Liquidware Labs Though desktop virtualization is less sexy and far more problematic-due to the number of machines to be virtualized, if nothing else-it is becoming more mainstream in concept. Making it more mainstream in practice will depend on how well desktop virtualization vendors emulate the performance and capabilities of standalone PCs, according to Andi Mann, analyst at Enterprise Management Associates. Liquidware Labs' Profile Unity is designed to do exactly that, allowing individual end users to create and store-on a server-profiles, configuration settings and documents so they can get the same "desktop" every time they log in to the company's virtual desktop infrastructure (VDI). The profile management system also monitors activity of the virtual desktops for compliance reporting, security and service-level monitoring. Liquidware also does capacity assessments of existing desktops to let you know which machines are fit for XenDesktop or VMware View, and which are not.

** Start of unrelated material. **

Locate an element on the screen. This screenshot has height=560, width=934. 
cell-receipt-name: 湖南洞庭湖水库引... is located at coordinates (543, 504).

AppSense AppSense, a direct competitor to Liquidware Labs, also focuses on user profiles, referring to its configuration storage and management system as a way to let users keep "personality" with their virtual desktops. Both companies promise quicker, more consistent provisioning and better customization. AppSense focuses more on user environment and responsiveness, storing user data where it can be most quickly retrieved to reduce login times, and promising to add not only the ability for end users to store documents on the server but also, sometime later this year, applications as well. "AppSense is a company in the right place at the right time," Wolf says. "They offer a mature product suite focused around ensuring a user's personal settings remain consistent across a variety of delivery mechanisms, such as a physical desktop, virtual desktop and XenApp session. AppSense is closely aligned with Citrix, and I would not be surprised if Citrix eventually acquired them."

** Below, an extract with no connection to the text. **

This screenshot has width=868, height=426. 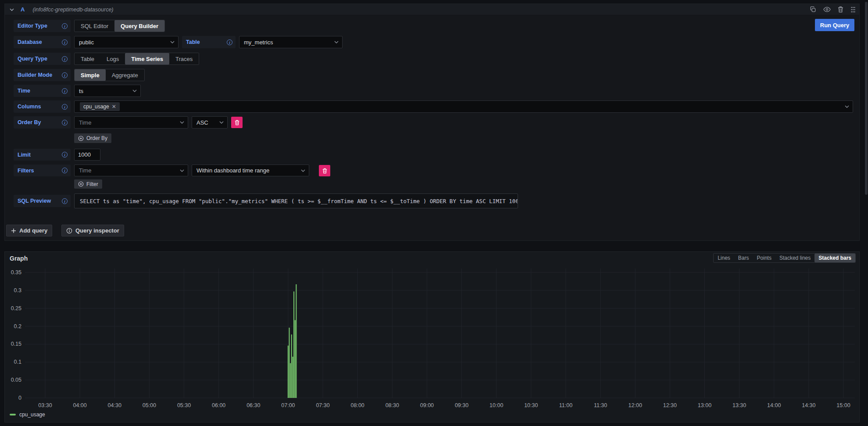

RingCube Another potential player in desktop virtualization is RingCube, whose vDesk Virtual Desktop Solution and RingCube Workspace Virtualization Engine offer what Wolf calls a cost-effective alternative to traditional desktop virtualization. "The technology is complementary to VMware and Citrix," he says, "making it a good complement to existing plans, or for organizations that need to address immediate needs while waiting on further maturity and more competitive pricing from VMware and Citrix."